Aria gasped. The water didn't tremble when the man in armor stepped into it. He and the rectangular shimmerreflection, she would have said, but there was nothing to be reflecteddisappeared as suddenly as if they'd never existed.
But Rakastava's head, larger than that of a horse, lay at her feet. The neck-stump was still oozing blood.
She bent to touch the head. The scales were hard and as slick as the armor of the hero who'd left the grisly trophy behind when he vanished.
Gannon's step was so soft that his hand was on her arm before Aria heard him. She leaped upright. She was too shocked to scream.
Gannon smiled at her, his face unreadable in the dim light. "A pretty thing, isn't it?" he said, lifting the head by the mane. "A pretty thing to show the folk who didn't think Rakastava could be defeated, even by me."
"It wasn't you who fought..." Aria whispered. Even she couldn't be certain whether she was denying his statement or begging him to confirm it. It had been dark...
Gannon still held her arm. His grip tightened. "Not me, Aria? Not me? Princess, I fought a monster that no one else could face, much less defeat. It was a terrible fight, though I won it, andwere anyone to deny me my honor, Princess, I can't answer for what I might do to them in a fit of righteous indignation. To anyone, Princess."
Gannon's fingers continued to squeeze, harder and harder as he spoke. Aria's face worked in pain, expecting the big man's thumb and fingers to meet through the flesh of her arm.
He released her suddenly. "We wouldn't want that, would we, Aria?" he said as softly as a cat purring. He lifted Rakastava's head, staring at it instead of at the princess. "That wouldn't be a good thing at all."
Aria wasn't sure whether or not Gannon was the hero who had saved her.
But she was quite sure that he meant his velvet threat to murder her if she spoke her doubts to anyone else.
"No," she said in a calm voice, massaging her smarting arm with her other hand. "That won't happen, Champion Gannon."
Gannon's teeth were a gleam in the pale lighting. "Not so formal, my dearest," he said. "Now, let's go and display my triumph to the others.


Task details:
Return the lines of the data below exactly. Start at the first and end with the line containing "Locate an element".

Saved entries:
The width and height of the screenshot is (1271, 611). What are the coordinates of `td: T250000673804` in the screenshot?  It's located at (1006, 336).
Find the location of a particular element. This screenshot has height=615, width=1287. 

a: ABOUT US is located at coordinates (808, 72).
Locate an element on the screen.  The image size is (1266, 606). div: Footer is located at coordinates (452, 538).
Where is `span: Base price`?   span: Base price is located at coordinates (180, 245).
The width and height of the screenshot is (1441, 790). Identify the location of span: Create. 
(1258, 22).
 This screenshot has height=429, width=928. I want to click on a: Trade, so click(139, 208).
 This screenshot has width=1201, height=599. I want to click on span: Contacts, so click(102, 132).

Response to the exercise:
The width and height of the screenshot is (1271, 611). What are the coordinates of `td: T250000673804` in the screenshot?  It's located at (1006, 336).
Find the location of a particular element. This screenshot has height=615, width=1287. 

a: ABOUT US is located at coordinates (808, 72).
Locate an element on the screen.  The image size is (1266, 606). div: Footer is located at coordinates (452, 538).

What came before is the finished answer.